The person in the world who knew her best, the man she would always be closest to was gone. She hadn’t even realized just how sick he was. She had been told he was just weak from old age. Then with a long sad sigh, she fell asleep almost immediately.
For the next forty days the Triantafyllou women would not leave the house lest they be spat upon by the villagers, it being considered disrespectful to the departed. In three days a large oak vat filled with water appeared in the courtyard, and Pappou’s half-sister, Lena, arrived with a block of black dye and collected all of the tapestries hanging in the house, including the treasured chimney apron, all of the rugs, bed and table covers, curtains, cushions, and the clothes the women would be wearing, including those of Zoitsa.
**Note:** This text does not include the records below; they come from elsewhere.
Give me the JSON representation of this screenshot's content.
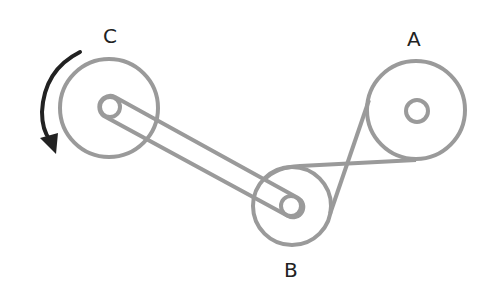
{
  "diagram": {
    "colors": {
      "pulley": "#9a9a9a",
      "belt": "#9a9a9a",
      "arrow": "#222222",
      "label": "#222222"
    },
    "pulleys": [
      {
        "id": "A",
        "label": "A",
        "cx": 416,
        "cy": 110,
        "r": 49,
        "hub_r": 11
      },
      {
        "id": "B",
        "label": "B",
        "cx": 292,
        "cy": 206,
        "r": 39,
        "hub_r": 10
      },
      {
        "id": "C",
        "label": "C",
        "cx": 109,
        "cy": 108,
        "r": 49,
        "hub_r": 10
      }
    ],
    "rotation": {
      "pulley": "C",
      "direction": "counterclockwise"
    }
  }
}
All were to be dyed black and then the weavings returned to their place, tapestries re-hung and the clothes worn for one year.
All the next week Maria Christina didn’t really think much about Pappou - only fleetingly and with no sense of loss. Then on the ninth day it began to snow again and, as was the custom, the women of the village came to sit and wail amid the coal black tapestries in the sitting room, while Maria Christina stayed in the winter room in front of the fireplace, holding and rocking a frightened Zoitsa. With one eye closed and the other squinting, Maria Christina looked through the fireplace window and saw a large white snowflake drift onto the glass, stick for a moment, then melt into nothing. That was when she fully grasped that her beloved Pappou was irretrievably gone. A welling in the pit of her stomach wanted to make a sound she had never made before. It frightened her, as it certainly would her little charge, so Maria Christina quickly hid it away in the deepest recess of her being and continued rocking and letting her thoughts wander, until she suddenly remembered a promise he had made he could now never keep. He would take her to see the sea one day. And the welling began again when the door opened and Yiannis and Matoula came to take their daughter downstairs to play in the hay.
After she had been alone for a moment, Maria Christina held herself tightly and stared out the little window at the gray light. She knew what it meant to have a wounded heart. But for the first time she would allow the wail in her wounded heart to escape. And when she began, she was astonished at how deep and how great the well of sorrow was, and that nearly no amount of wailing might be enough to drain what now appeared to be a sea of despair. And so she continued wailing for her grandfather, for herself, for every woman in the sitting room who had ever lost someone so important to them. She didn’t even stop when Panorea walked in, watched her a moment, then left with a tray of sweets.
The morning of Yiannis’ departure, everyone pretended to be cheerful as he stood in the fog at the door of the cottage in his western clothes under a heavy goat-hair cape, with two large heavy woollen sacks strapped to his back, one with medical supplies, the other personal. Holding his walking stick with the handle of white meerschaum that Pappou had carved and custom fit to his hand, Yiannis looked tired as he kissed the family one by one inside the door of the cottage. Even Panorea allowed herself to be bussed quickly. When he leaned in to kiss Maria Christina she involuntarily inhaled and, for the first time, smelled his musky odor and blushed. Matoula, who was holding Zoitsa, noticed the moment and thought it sweet. Then she handed the child to Maria Christina and walked with Yiannis to the edge of the courtyard, where they stood a moment, her head against his chest. After a moment, they embraced sweetly and kissed, and then Yiannis, too, was gone. Although for Maria Christina, his sweet smell would always remain.